@MT Johnny - I'm just sitting here nodding, dude, I get it. I really do.
Here's something you can work on - if you are looking for something that you can actually just take control of and change. If you don't want advice, skip over this next bit - but I do mean it sincerely.
Be very disciplined about your distorted thinking. Re-frame and re-phrase all the habitual thoughts that are unbalanced. If you check out the post on Cognitive Distortion, and then re-read your opening post in this thread, you should be able to see it.
my life is just swirling around the drain faster and faster and faster.
Step back and ask yourself, what is the 'drain', what is your proof in support of this thought, what is your proof contradicting this thought, and how can you craft an honest understanding of your current (perceived, because I don't know if it's wholly true) decline? I am not saying 'find the positive' - not at all.
I could say exactly what you said in that bit I quoted. I have many reasons why it's 'true'. However, if I don't call myself out on it, I will skip over the whole other side of the equation. When I think of life swirling down the drain, I think of a wasting, degenerative, terminal illness. That's not actually what I have. A better statement: I think I am losing pieces of my life, the way it was when I wasn't this symptomatic. Can you see the differences? 'pieces' vs. all, losing the sense of a ticking clock with the 'faster and faster'. Balancing hyperbole.
if I'm doing all of the stuff I'm supposed to be doing, why does it get worse.
Can you confidently say you are doing 'all' the stuff? Anytime a statement is 'all', 'nothing', 'every', 'never' - that's a signal of a cognitive distortion. You gotta check those thoughts, re-frame them to non-judgemental perception. 'I have been trying to do what my doctors tell me to do. I don't know if those are the best things for my particular situation, and I think things are getting worse, not better. I'm confused.'
Why am I stressed out, tapped out, and just about ready to opt out of the whole thing, in one way or another, be it just say "screw it" and go live the life of a homeless man, or let them lock me up in the psych ward and throw away the key, or just languish in a corner somewhere snockered out on psych drugs until I die?
You've got a gift for language, and that will do you in if you're not careful. Stressed out, tapped out, opt out - it's good writing. But it heads to 'the whole thing' - 'whole' is a leap to a distortion. You went from stressed to suicidal in less than 10 words.
Is it just too much to ask to have a "regular" life - career, home, family, activities and interests - like "other people"? Because that is really all I've ever wanted out of life, and it seems at every corner something blocks me from that.
Bolding this for emphasis. You say career, home, family, activities, and interests - and then you describe it in minimal terms, 'really all I ever wanted' Man, you've listed the happiness holy grail. So you know that other people have that? Life could be better described as striving for those things. And 'every corner something blocks' is the kind of thinking that just leads to worsening depression, because it's
every corner and it's
something - this nameless everywhere thing -
of course you feel like you can't win, if this is the way you frame your reality.
It sucks. It's hard. I hate it. I want to just cry and cry and give up for around an hour a day, most days. It's frustrating to have to police many of the thoughts one has. I often resent it. That's how I feel, and that's a pretty balanced snapshot of my opinion of my progress right now.
If I said, instead:
"It sucks. It's unbearable. I cannot stand it. All I can do is cry and cry and every day I just want to give up. My mind is my worst enemy. I hate myself so much I cannot stand to be alive." - now, that is (to me) how it feels. But there is so much distortion in this version - and after writing it, I don't feel better, or even neutral. I just feel more hopeless.
After writing the first one I did, I actually felt a little cooler in my head. Not better, necessarily - but clearer about what's going on with me. And when I'm clear about it, I can work on it.
Those are my 100% honest and well-meant observations of your thinking style, and some suggestions as to how you could begin to give yourself a bit of relief.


ASSIGNMENT.
Copy each line of the entries that includes the word "trajectories".
=== Begin Enclosure ===
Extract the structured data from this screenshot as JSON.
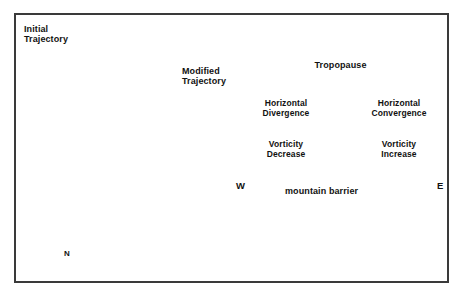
{
  "figure": {
    "panels": [
      "terrain-map",
      "cross-section"
    ]
  },
  "left_panel": {
    "name": "terrain-map-with-trajectories",
    "labels": {
      "initial_trajectory": "Initial\nTrajectory",
      "modified_trajectory": "Modified\nTrajectory",
      "north": "N"
    },
    "trajectories": [
      {
        "id": 1,
        "straight_from": [
          22,
          63
        ],
        "straight_to": [
          100,
          63
        ],
        "dashed_to": [
          150,
          63
        ],
        "curve_end": [
          222,
          135
        ]
      },
      {
        "id": 2,
        "straight_from": [
          22,
          150
        ],
        "straight_to": [
          100,
          150
        ],
        "dashed_to": [
          152,
          150
        ],
        "curve_end": [
          222,
          205
        ]
      },
      {
        "id": 3,
        "straight_from": [
          22,
          196
        ],
        "straight_to": [
          100,
          196
        ],
        "dashed_to": [
          152,
          196
        ],
        "curve_end": [
          222,
          255
        ]
      }
    ],
    "compass": {
      "direction": "north",
      "x": 68,
      "tail_y": 252,
      "head_y": 222
    }
  },
  "right_panel": {
    "name": "atmospheric-cross-section",
    "labels": {
      "tropopause": "Tropopause",
      "horizontal_divergence": "Horizontal\nDivergence",
      "horizontal_convergence": "Horizontal\nConvergence",
      "vorticity_decrease": "Vorticity\nDecrease",
      "vorticity_increase": "Vorticity\nIncrease",
      "mountain_barrier": "mountain barrier",
      "west": "W",
      "east": "E"
    },
    "tropopause_line": {
      "style": "dashed",
      "y": 77
    },
    "arrows": [
      {
        "name": "divergence-arrow",
        "x1": 243,
        "x2": 327,
        "y": 126
      },
      {
        "name": "convergence-arrow",
        "x1": 355,
        "x2": 439,
        "y": 126
      }
    ],
    "mountain": {
      "left_base_x": 232,
      "peak_x": 337,
      "peak_y": 148,
      "right_base_x": 449,
      "base_y": 208,
      "fill_color": "#c4c4c4",
      "outline_color": "#2b2b2b"
    },
    "ground_line_y": 210
  },
  "colors": {
    "frame": "#3a3a3a",
    "ink": "#111111",
    "mountain_fill": "#c4c4c4",
    "terrain_base": "#f2f2f2",
    "terrain_shade": "#b9b9b9",
    "page_background": "#ffffff"
  }
}
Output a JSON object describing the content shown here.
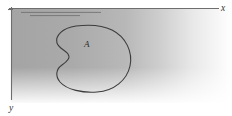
{
  "figure": {
    "kind": "math-diagram",
    "background_note": "scanned textbook page, gray gradient shading fading to white toward the right and bottom",
    "axes": {
      "x_label": "x",
      "y_label": "y",
      "x_axis_orientation": "horizontal, pointing right",
      "y_axis_orientation": "vertical, pointing down",
      "origin_corner": "top-left"
    },
    "region": {
      "label": "A",
      "shape": "kidney-shaped closed curve with a concave notch on its left side"
    },
    "hatching": {
      "count": 2,
      "orientation": "horizontal",
      "note": "short shading strokes just below the x-axis"
    },
    "colors": {
      "axis_stroke": "#6e6e6e",
      "outline_stroke": "#3c3c3c",
      "label_fill": "#333333",
      "shade_dark": "#a9a9a9",
      "shade_light": "#ffffff",
      "page_background": "#ffffff"
    }
  }
}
=== End Enclosure ===
RESULT OF THIS TASK.
    "name": "terrain-map-with-trajectories",
    "trajectories": [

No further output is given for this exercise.